Do organizations need to be concerned about fostering loyalty when some employers simply want their employees to do what is asked of them? Cappelli would answer "yes." The big challenge for employers, he says, is that "employees have discretion, more so now with jobs that have more autonomy. Bosses aren't, and can't be, looking over them to tell them what to do all the time."

In addition, notes Cobb, some workers have brought with them, or acquired, skills that are very difficult to replace. "You don't want that knowledge and expertise to walk out the door." Also, disloyal employees can be a risk for an employer if they spread the word that their company is an undesirable place to work. "It affects the perceptions your customers have of you," he adds.

Perhaps the most compelling argument for trying to retain good workers is that replacing managerial and professional employees can cost approximately 150 percent of their annual salary, according to various estimates. Harter suggests that for frontline, lower end workers, it costs about half of their salaries, while for high-level IT professionals, the figure could be as high as 200 percent. "The real impact," he says, "can be on co-workers' productivity."

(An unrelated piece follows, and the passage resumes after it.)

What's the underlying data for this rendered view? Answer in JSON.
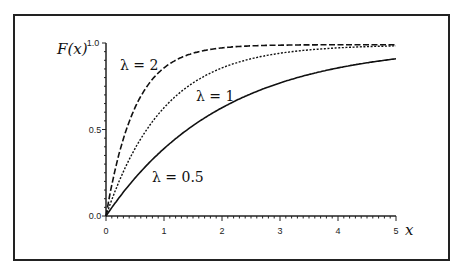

For Cobb, the debate over employee loyalty comes down to the actions of the more dominant side of this equation — the firm. "The employee/employer relationship has changed because of the firms. You hear people say that 'employees just don't care about having long-term employment relationships.' I don't think humanity changes that much." The rhetoric of the 1980s, he says, was all about "'taking control of your career, and your life.' I have a hard time thinking my father is that different from me [in this regard]. It doesn't make sense to say that individuals who were born in the 1970s experience a [huge] epiphany that they need to be in control of their lives, and that people born in the 1940s don't think that way. People have always wanted to be more in control of their lives." What's different now, he notes, is how firms treat employees. "It seems strange to me to be loyal to a firm that I know has no loyalty to me."